When Judgment is Sacrificed to Opinion: Israel's Likud Referendum
On November 3, 1774, upon his election to represent the city of Bristol in the House of Commons, Edmund Burke decided to clarify a few things to his constituents.
On November 3, 1774, upon his election to represent the city of Bristol in the House of Commons, Edmund Burke decided to clarify a few things to his constituents. He assured them that "their wishes… [would] have great weight with him; their opinion, high respect; their business, unremitted attention." "But", he insisted, "his unbiased opinion, his mature judgment and his enlightened conscience" would be carefully guarded from popular demands. "Your representative owes you," he famously informed his listeners, "not his industry only, but his judgment; and he betrays, instead of serving you, if he sacrifices it to your opinion".

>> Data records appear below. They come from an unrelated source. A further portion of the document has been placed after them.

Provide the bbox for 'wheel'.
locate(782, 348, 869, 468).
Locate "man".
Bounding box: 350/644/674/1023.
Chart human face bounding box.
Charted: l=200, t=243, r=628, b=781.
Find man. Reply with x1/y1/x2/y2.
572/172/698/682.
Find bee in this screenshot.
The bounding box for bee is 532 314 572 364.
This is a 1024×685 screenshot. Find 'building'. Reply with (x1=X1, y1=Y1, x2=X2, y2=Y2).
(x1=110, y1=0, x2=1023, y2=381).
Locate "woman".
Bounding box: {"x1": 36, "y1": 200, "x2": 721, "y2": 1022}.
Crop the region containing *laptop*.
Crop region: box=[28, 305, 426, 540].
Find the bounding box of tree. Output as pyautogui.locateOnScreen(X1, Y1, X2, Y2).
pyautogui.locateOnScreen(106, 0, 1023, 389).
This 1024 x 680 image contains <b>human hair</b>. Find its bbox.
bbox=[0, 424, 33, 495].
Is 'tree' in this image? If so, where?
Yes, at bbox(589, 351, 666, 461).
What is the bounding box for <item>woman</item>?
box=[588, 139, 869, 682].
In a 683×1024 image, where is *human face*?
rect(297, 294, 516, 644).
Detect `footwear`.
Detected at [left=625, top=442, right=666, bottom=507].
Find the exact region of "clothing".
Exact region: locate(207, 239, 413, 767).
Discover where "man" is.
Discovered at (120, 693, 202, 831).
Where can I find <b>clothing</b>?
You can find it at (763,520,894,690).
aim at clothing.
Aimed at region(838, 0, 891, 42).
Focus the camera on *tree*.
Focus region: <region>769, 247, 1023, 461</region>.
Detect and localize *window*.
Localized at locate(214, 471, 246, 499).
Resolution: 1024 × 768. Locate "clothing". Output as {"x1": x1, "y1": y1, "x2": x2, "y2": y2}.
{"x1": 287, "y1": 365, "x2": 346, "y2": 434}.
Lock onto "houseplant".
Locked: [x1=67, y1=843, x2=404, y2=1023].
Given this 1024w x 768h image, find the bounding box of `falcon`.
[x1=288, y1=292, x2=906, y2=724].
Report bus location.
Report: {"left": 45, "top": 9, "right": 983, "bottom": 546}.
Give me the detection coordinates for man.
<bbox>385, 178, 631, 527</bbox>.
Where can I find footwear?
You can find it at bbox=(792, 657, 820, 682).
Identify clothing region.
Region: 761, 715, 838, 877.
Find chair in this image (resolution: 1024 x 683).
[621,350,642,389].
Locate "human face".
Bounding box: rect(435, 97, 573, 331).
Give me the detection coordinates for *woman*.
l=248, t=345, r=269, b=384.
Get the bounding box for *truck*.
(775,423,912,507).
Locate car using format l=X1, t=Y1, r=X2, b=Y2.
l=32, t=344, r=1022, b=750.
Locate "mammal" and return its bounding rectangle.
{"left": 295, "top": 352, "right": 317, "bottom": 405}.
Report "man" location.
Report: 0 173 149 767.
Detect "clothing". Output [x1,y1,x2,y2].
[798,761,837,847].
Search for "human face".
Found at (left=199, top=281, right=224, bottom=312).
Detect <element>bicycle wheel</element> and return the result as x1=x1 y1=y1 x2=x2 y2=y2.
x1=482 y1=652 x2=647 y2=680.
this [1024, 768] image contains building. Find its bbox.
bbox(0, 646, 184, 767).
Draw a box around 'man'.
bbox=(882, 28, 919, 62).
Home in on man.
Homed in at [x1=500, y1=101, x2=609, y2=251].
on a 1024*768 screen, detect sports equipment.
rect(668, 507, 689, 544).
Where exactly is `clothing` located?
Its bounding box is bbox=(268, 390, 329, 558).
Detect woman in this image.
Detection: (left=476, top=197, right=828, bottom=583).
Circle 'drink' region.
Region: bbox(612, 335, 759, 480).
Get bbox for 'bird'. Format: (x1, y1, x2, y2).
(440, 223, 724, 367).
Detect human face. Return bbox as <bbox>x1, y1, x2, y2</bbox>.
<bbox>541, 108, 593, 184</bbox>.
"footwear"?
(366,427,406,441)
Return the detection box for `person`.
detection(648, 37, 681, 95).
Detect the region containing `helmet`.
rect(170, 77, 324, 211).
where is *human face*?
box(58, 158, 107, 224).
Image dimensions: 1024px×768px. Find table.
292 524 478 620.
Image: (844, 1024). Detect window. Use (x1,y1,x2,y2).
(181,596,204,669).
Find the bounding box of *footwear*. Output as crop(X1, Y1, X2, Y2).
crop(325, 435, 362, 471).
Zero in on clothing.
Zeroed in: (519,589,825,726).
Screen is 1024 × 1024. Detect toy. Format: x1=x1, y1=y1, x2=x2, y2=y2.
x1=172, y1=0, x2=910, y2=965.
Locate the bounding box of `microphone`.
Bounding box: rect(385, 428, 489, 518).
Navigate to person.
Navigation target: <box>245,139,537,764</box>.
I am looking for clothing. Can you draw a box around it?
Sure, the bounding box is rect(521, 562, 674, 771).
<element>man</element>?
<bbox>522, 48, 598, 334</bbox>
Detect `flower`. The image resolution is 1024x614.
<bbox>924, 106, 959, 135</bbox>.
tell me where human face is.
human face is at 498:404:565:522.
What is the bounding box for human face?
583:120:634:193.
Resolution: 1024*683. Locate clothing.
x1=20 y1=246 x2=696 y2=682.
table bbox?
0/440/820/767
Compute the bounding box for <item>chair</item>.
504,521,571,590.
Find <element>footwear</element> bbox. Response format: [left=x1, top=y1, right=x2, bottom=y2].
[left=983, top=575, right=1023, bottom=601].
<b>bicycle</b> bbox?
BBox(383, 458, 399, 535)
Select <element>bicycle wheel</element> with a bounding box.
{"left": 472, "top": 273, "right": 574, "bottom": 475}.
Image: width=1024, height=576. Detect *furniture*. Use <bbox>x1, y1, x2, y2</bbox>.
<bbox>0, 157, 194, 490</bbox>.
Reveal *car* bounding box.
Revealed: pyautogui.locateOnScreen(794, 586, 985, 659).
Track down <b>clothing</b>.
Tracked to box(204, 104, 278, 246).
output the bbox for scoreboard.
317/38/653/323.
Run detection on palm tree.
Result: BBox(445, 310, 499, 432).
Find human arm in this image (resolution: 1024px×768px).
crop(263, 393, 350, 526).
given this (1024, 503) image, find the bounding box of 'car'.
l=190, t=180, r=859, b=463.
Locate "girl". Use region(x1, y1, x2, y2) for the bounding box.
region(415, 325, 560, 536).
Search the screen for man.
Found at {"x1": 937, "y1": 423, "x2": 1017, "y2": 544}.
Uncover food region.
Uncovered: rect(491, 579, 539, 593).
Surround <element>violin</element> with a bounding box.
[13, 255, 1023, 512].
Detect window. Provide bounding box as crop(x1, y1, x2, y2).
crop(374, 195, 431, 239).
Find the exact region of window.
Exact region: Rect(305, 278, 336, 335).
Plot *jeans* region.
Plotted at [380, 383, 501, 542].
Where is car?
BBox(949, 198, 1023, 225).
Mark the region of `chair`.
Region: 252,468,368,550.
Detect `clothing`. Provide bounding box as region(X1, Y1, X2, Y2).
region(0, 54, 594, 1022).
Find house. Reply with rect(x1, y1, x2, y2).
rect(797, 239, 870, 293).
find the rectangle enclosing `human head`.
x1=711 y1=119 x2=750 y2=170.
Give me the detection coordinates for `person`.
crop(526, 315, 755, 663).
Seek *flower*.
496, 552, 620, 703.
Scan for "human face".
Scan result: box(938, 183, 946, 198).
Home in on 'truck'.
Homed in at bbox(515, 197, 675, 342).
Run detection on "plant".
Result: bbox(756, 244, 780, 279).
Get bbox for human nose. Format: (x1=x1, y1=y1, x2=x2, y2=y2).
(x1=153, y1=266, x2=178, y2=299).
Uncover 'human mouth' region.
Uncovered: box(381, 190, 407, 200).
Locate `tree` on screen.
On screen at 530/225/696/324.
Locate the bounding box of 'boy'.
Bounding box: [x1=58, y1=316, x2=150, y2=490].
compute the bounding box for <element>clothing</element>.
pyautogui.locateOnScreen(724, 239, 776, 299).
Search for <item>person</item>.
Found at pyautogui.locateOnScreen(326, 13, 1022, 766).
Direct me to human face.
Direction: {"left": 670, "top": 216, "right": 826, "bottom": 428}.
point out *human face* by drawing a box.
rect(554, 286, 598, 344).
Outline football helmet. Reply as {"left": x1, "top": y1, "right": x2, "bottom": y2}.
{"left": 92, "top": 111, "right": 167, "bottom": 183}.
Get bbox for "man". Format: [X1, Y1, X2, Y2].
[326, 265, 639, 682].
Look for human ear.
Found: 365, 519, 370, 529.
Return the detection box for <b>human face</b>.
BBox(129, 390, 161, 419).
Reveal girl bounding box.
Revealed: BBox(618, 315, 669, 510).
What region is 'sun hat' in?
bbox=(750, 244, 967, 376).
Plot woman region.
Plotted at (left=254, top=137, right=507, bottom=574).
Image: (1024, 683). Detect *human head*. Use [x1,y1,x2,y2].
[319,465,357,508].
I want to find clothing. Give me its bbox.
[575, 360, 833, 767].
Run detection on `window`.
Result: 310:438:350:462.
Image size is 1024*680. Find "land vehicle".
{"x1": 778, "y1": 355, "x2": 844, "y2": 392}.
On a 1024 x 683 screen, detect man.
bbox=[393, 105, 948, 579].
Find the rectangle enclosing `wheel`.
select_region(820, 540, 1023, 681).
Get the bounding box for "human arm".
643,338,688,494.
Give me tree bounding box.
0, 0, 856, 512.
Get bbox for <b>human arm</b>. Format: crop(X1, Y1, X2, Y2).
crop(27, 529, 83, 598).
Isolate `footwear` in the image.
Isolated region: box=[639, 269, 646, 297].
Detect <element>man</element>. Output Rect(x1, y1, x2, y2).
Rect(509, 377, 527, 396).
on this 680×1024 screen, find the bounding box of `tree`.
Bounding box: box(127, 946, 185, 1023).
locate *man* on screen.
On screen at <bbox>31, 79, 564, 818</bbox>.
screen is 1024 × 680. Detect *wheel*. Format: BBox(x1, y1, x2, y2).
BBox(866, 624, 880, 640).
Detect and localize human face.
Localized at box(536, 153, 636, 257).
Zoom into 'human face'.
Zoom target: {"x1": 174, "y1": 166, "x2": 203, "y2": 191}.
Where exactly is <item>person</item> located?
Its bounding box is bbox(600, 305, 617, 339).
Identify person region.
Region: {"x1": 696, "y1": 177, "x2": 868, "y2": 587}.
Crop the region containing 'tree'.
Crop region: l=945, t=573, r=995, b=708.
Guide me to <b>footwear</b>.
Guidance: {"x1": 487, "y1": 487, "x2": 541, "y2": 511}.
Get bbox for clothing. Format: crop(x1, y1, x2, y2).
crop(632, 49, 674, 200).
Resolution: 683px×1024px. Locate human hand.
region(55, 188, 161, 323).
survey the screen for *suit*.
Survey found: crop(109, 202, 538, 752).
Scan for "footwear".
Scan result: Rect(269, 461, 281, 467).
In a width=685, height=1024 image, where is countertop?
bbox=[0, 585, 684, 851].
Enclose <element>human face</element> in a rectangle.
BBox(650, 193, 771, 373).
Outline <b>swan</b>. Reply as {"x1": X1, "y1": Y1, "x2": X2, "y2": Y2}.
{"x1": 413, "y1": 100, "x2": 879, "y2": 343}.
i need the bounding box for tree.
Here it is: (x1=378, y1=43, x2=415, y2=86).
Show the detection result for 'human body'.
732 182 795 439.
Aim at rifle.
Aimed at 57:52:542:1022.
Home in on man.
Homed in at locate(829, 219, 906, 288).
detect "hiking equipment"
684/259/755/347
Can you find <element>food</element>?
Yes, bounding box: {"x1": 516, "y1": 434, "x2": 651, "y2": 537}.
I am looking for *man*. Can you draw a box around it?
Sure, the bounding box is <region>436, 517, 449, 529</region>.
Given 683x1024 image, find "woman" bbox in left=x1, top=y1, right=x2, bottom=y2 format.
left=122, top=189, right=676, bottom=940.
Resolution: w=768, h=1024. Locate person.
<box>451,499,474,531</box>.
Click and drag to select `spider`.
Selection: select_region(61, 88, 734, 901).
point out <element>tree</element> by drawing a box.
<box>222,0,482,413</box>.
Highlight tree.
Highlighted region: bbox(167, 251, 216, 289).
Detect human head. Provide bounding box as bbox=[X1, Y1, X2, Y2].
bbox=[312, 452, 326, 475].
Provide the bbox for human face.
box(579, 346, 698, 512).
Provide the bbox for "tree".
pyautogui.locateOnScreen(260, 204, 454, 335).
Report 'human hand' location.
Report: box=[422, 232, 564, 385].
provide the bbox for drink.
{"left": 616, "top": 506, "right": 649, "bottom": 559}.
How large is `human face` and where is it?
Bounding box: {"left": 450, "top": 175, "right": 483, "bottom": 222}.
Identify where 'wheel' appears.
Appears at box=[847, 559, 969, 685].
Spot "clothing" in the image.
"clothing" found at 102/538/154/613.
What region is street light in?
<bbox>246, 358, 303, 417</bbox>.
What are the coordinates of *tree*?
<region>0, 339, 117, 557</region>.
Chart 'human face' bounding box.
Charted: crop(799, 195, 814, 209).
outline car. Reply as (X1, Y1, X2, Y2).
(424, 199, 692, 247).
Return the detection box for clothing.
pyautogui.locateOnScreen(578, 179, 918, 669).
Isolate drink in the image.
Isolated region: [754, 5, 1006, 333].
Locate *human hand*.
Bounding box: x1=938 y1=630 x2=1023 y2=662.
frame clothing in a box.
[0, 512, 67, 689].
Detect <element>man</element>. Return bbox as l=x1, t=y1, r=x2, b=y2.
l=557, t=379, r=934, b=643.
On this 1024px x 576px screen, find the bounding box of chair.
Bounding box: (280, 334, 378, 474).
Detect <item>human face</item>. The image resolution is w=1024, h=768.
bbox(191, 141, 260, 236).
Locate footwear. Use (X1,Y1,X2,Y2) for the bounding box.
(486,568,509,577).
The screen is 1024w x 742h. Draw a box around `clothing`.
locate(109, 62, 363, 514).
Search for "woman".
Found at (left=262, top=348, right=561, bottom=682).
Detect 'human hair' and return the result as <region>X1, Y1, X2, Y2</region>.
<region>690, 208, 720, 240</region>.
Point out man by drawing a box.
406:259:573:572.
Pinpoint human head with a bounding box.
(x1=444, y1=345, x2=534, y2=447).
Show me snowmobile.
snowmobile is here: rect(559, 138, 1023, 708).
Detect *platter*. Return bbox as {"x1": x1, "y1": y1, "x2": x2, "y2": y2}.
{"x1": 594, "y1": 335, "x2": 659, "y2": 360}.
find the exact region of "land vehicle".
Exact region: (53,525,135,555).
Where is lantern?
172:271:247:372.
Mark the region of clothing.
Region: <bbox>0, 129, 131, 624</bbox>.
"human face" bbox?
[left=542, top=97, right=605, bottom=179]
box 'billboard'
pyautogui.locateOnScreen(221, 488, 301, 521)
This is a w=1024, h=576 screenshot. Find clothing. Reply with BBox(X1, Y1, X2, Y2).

This weekend, in Israel, we were given a painful reminder of what happens when judgment is sacrificed in favor of opinion. After more than three years in power, Ariel Sharon reached the same conclusion that had cost Yizhak Rabin his life, and Ehud Barak his job: Israel, if it is to stay both Jewish and democratic, must begin to separate itself from the 3.5 million Palestinians it rules over. But Sharon, while craftier than his predecessors, lacks their courage. He decided to conduct a referendum among the members of his Likud party, in order to obtain their support for a disengagement plan. He was rebuked painfully. 60% of the voters returned a resounding "no," rejecting the plan that called for the uprooting of all settlements in the Gaza strip as well as four in the West Bank.
Sharon may have been overconfident, given the enthusiastic support he received from President Bush during his visit to Washington a few weeks ago (Bush rewarded Sharon's initiative by promising that Israel would not be forced to retreat to the 1967 borders and that the Palestinians would have no right of return inside the area of the Jewish state). He may have been too complacent and self-satisfied to seriously worry about the referendum, as a result of the wave of public support he enjoyed following the IDF's successful assassinations of two Hamas leaders. That is hardly the point. The point is that there was absolutely no reason to ask the voters of Likud what they thought in the first place.
Constitutionally, as well as politically, the question was useless. Constitutionally, Israel is a parliamentary democracy. According to its basic laws (the local, piecemeal correlate of a constitution), the government is responsible only before parliament, and not to the members of the party that voted it into power. In other words, any Israeli government is allowed to follow a policy that is at variance with the platform on which it was elected, without appealing directly to its voters, as long as it can procure the support of the Knesset.
Politically, Sharon's plan had the solid support of most of the Israeli public, and was assured a majority in parliament given the endorsement of Labor - the main opposition party. But, much more importantly, there was no reason to ask Likud voters (or any one else for that matter) for their approval because the plan was simply the right thing to do.
The initiative had the potential to shock the Israelis and Palestinians out of the stalemate they have been locked in for so long. For the first time in 37 years, settlements would actually be removed. The entire world would see a right-wing Israeli government officially abandon the fantasy of ‘a greater Israel'. A huge psychological barrier would be crossed. Further withdrawals would be considered on pragmatic rather than ideological grounds. Once the evacuations were carried out, international pressure would begin shifting to the Palestinians. An internal debate in the Palestinian society with regard to the efficacy of continuing the armed struggle against Israel could begin.
Now all of that will have to wait. The results of the referendum are not legally binding. Sharon might still be able to advance some sized down variation of his plan. But this can't negate the damage that has already been done. Israel has been portrayed, in every major media outlet in the world, as tightfisted and intransigent, unwilling to evacuate 7,500 settlers from an area that is home to 1.5 million Palestinians. Prime Minister Sharon has been discredited both internationally and domestically and as incapable of promoting the policies he supports. The Americans and Europeans might no longer trust him to deliver on future promises. Israelis are dismayed at him for allowing a small minority of voters (51.6% of Likud party members, or about 99,000 people actually turned out to vote) to make a decision of such magnitude. Many on the Palestinian street have become even more convinced that the Israelis would never give up even an inch of their land. The Bush Administration, having so enthusiastically put its weight behind the discredited program, has lost even more credibility with moderate Arab regimes exactly at a time when it can ill afford such setbacks.
Sharon received all the permission he needed on January 27th 2003, when he was re-elected as Prime Minister. From that point on, he should have been guided only by his conscience and judgment. If he thought that the unilateral pullout was vital for Israel's future, he should have pressed on with it regardless of perceptions to the contrary among members of his party. If he still thinks so, he must bring the plan before the government and the Knesset, in spite of its rejection in the ballot. A leader turning to his constituents for approval on central questions risks becoming concerned with what he can get away with, rather than with what needs to be done. He risks, as Burke put it, becoming a ‘flatterer' rather than a ‘friend and servant' to those who elected him.
Nir Eisikovits, an Israeli attorney earning a Ph.D. in legal and political philosophy at Boston University, is a captain in the Israeli reserves.